- **Task details**
Using the listing below, print exactly everything from the line with "You are a GUI" down to the line with "The image size is (812, 507).", both included, and nothing more.

- **Data provided**

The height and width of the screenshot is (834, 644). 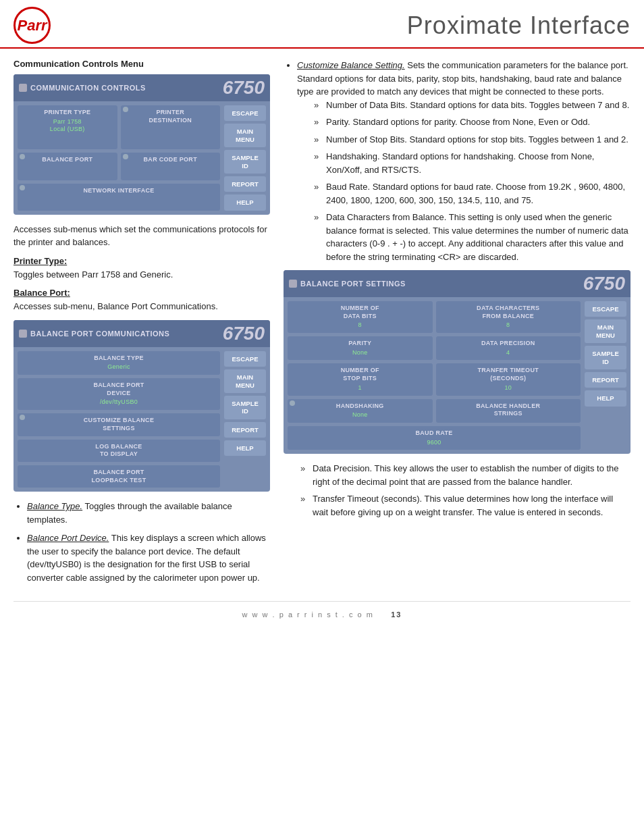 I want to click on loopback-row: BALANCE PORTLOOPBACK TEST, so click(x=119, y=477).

==

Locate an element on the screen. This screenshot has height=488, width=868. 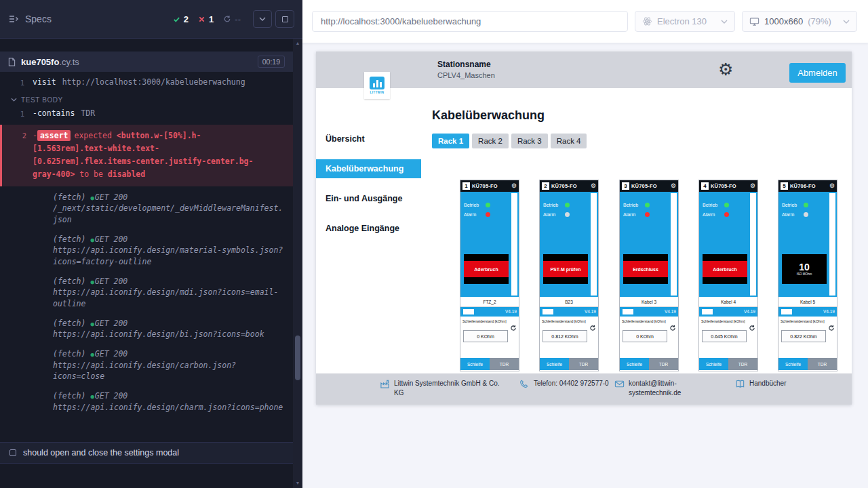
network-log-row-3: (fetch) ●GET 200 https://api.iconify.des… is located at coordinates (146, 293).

* * *

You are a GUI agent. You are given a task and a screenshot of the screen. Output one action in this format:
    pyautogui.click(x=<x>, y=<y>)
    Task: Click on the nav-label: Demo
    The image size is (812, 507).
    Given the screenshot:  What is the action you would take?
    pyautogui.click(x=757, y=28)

- **Response**
You are a GUI agent. You are given a task and a screenshot of the screen. Output one action in this format:
    pyautogui.click(x=<x>, y=<y>)
    Task: Click on the nav-label: Demo
    The image size is (812, 507).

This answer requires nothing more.